How to Lead an Inherited Team: Strategies for Your First 12 Months
September 3rd, 2025
3 min read
By John Gave

When stepping into a leadership role, few situations are more complex than inheriting an existing team. Unlike a team built from the ground up, inherited teams bring established dynamics, assumptions, and behaviors. These often do not align with the leadership style or strategic direction of the incoming executive.
One of our long-time clients, Tony, encountered this situation firsthand. After years of collaboration with us to build a high-functioning executive team, Tony accepted a CEO role at a new company. He quickly realized that the team he inherited lacked the cohesion, clarity, and accountability he had worked so hard to cultivate. The difference in team performance was stark, and it forced Tony to approach leadership differently.
This scenario is more common than many leaders anticipate. Authority alone does not transform a team. Progress requires a clear plan, thoughtful assessment, and, in some cases, structural changes.
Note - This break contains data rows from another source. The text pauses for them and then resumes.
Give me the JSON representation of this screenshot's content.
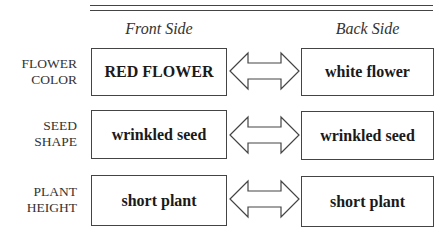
{
  "columns": {
    "front": "Front Side",
    "back": "Back Side"
  },
  "rows": [
    {
      "label_line1": "FLOWER",
      "label_line2": "COLOR",
      "front": "RED FLOWER",
      "back": "white flower"
    },
    {
      "label_line1": "SEED",
      "label_line2": "SHAPE",
      "front": "wrinkled seed",
      "back": "wrinkled seed"
    },
    {
      "label_line1": "PLANT",
      "label_line2": "HEIGHT",
      "front": "short plant",
      "back": "short plant"
    }
  ],
  "icons": {
    "connector": "double-headed-arrow-icon"
  }
}
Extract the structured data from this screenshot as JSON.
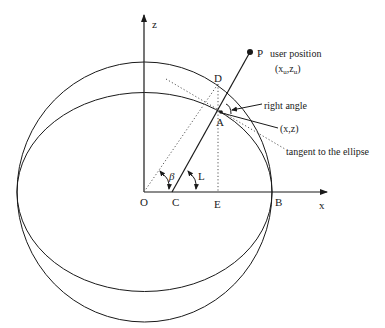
{
  "diagram": {
    "axes": {
      "x_label": "x",
      "z_label": "z"
    },
    "points": {
      "O": "O",
      "C": "C",
      "E": "E",
      "B": "B",
      "D": "D",
      "A": "A",
      "P": "P"
    },
    "angles": {
      "beta": "β",
      "L": "L"
    },
    "annotations": {
      "user_position": "user position",
      "user_coords_open": "(x",
      "user_coords_sub_u1": "u",
      "user_coords_mid": ",z",
      "user_coords_sub_u2": "u",
      "user_coords_close": ")",
      "right_angle": "right angle",
      "point_xz": "(x,z)",
      "tangent": "tangent to the ellipse"
    },
    "colors": {
      "line": "#1a1a1a",
      "dotted": "#555555",
      "background": "#ffffff"
    }
  }
}
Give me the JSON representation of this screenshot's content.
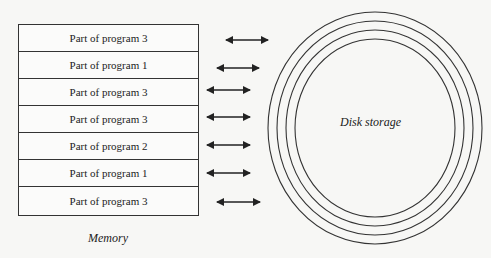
{
  "memory": {
    "label": "Memory",
    "rows": [
      {
        "label": "Part of program 3"
      },
      {
        "label": "Part of program 1"
      },
      {
        "label": "Part of program 3"
      },
      {
        "label": "Part of program 3"
      },
      {
        "label": "Part of program 2"
      },
      {
        "label": "Part of program 1"
      },
      {
        "label": "Part of program 3"
      }
    ]
  },
  "disk": {
    "label": "Disk storage",
    "rings": 4
  },
  "arrows": {
    "count": 7,
    "type": "bidirectional"
  }
}
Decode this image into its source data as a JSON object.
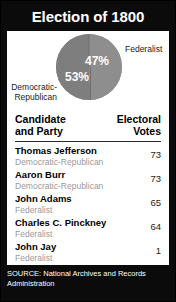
{
  "title": "Election of 1800",
  "chart_data": {
    "type": "pie",
    "title": "Election of 1800",
    "categories": [
      "Democratic-Republican",
      "Federalist"
    ],
    "values": [
      53,
      47
    ],
    "value_labels": [
      "53%",
      "47%"
    ],
    "legend_position": "outside-labels",
    "slice_colors": [
      "#7e7e7e",
      "#8e8e8e"
    ],
    "labels": {
      "federalist": "Federalist",
      "democratic_republican_line1": "Democratic-",
      "democratic_republican_line2": "Republican",
      "pct_federalist": "47%",
      "pct_democratic_republican": "53%"
    },
    "table": {
      "columns": [
        "Candidate and Party",
        "Electoral Votes"
      ],
      "rows": [
        {
          "name": "Thomas Jefferson",
          "party": "Democratic-Republican",
          "votes": "73"
        },
        {
          "name": "Aaron Burr",
          "party": "Democratic-Republican",
          "votes": "73"
        },
        {
          "name": "John Adams",
          "party": "Federalist",
          "votes": "65"
        },
        {
          "name": "Charles C. Pinckney",
          "party": "Federalist",
          "votes": "64"
        },
        {
          "name": "John Jay",
          "party": "Federalist",
          "votes": "1"
        }
      ]
    }
  },
  "table_header": {
    "candidate_line1": "Candidate",
    "candidate_line2": "and Party",
    "votes_line1": "Electoral",
    "votes_line2": "Votes"
  },
  "footer": {
    "source_line1": "SOURCE: National Archives and Records",
    "source_line2": "Administration"
  }
}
The objective is not immediate conformity, but gradual alignment that supports both the leader’s goals and the organization’s future.
In this article, you will learn:
- Why assessing team alignment early sets the foundation for long-term leadership success
- How to evaluate inherited team members with objectivity and strategy
- When to develop, reposition, or replace team members
- What to clarify about change authority before accepting a leadership role
- How to implement a team transformation strategy over the first 12 months
Why Assessing Team Alignment Early Sets the Foundation for Long-Term Leadership Success
Inherited teams seldom reflect the priorities or methods of their new leader. Early in a new role, there is a narrow window where change is both accepted and expected. This period, often defined as the first 90 to 100 days, creates the ideal moment to assess performance, realign expectations, and reset cultural norms.
Leaders who postpone evaluation typically lose momentum and credibility. Without early action, behaviors and standards that conflict with the new vision become entrenched. By acting decisively, leaders preserve their ability to shape direction and drive results.
How to Evaluate Inherited Team Members With Objectivity and Strategy
Relying solely on first impressions can lead to misjudgment. Leaders need a structured process to evaluate team members with both fairness and clarity. Behavioral observation provides early insight, but it should be combined with more formal tools such as performance reviews, assessments, and behavioral diagnostics.
The Metiss Group frequently recommends incorporating tools like Emotional Intelligence Assessments or leadership development programs to support evaluation. These resources provide objective data on capability, temperament, and adaptability. They also help distinguish between a performance issue and a cultural misfit.
Dialogue remains essential. Informal conversations reveal how individuals perceive their roles, how committed they are to the organization’s direction, and how open they are to new expectations. Leaders who engage in regular, intentional conversation accelerate trust while gathering critical information.
When to Develop, Reposition, or Replace Team Members
Not every inherited team member will align with new leadership expectations, nor is that the goal. The real question is whether they can succeed under a different standard and whether they are motivated to do so.
Some individuals thrive with added structure and clearer accountability. Others may perform better in a different role. In certain cases, departure is the right move for both the team and the individual. Clarity around roles and expectations gives underperforming individuals a chance to improve, while also providing a basis for necessary transitions.
Tony didn’t start with spreadsheets. He started with one-on-ones. Real conversations. In some cases, hard ones. Over the next year, he built a plan for every senior leader—not just based on performance, but on potential, attitude, and whether they were truly ready to grow. A few proved they were. A few proved they weren’t.
What to Clarify About Change Authority Before Accepting a Leadership Role
Before accepting a senior leadership role, executives must understand their mandate. Some organizations expect dramatic change. Others prefer continuity and stability. The ability to reshape a team depends heavily on what the organization allows and expects from its leaders.
Clear conversations during the hiring process should address this directly. Leaders must ask what changes are expected, what boundaries exist, and what support will be provided. If this conversation is avoided or left vague, the leader may later discover constraints that prevent meaningful action.
This clarity becomes even more important when the organization is emerging from a crisis, or when the previous leader had a strong influence on the existing team. If the goal is change, the authority to lead that change must be both explicit and supported by leadership.
How to Implement a Team Transformation Strategy Over the First 12 Months
Transforming an inherited team is not a single decision but a phased process. The first 12 months offer a practical framework for this evolution. The early months are focused on observation and information gathering. The middle phase introduces targeted development, revised roles, and explicit performance standards. The final phase allows for decisive changes, including the addition or removal of team members as needed.
Strategic leadership during this period requires consistency, clarity, and patience. Leaders must communicate expectations, model new norms, and follow through on performance feedback. Leadership training, executive coaching, and structured leadership development programs can help reinforce these efforts and sustain progress.
An inherited team can become a high-performing team, but only if the leader applies discipline and foresight early. Without early alignment, the inherited team becomes the permanent team, and opportunities for real improvement begin to close.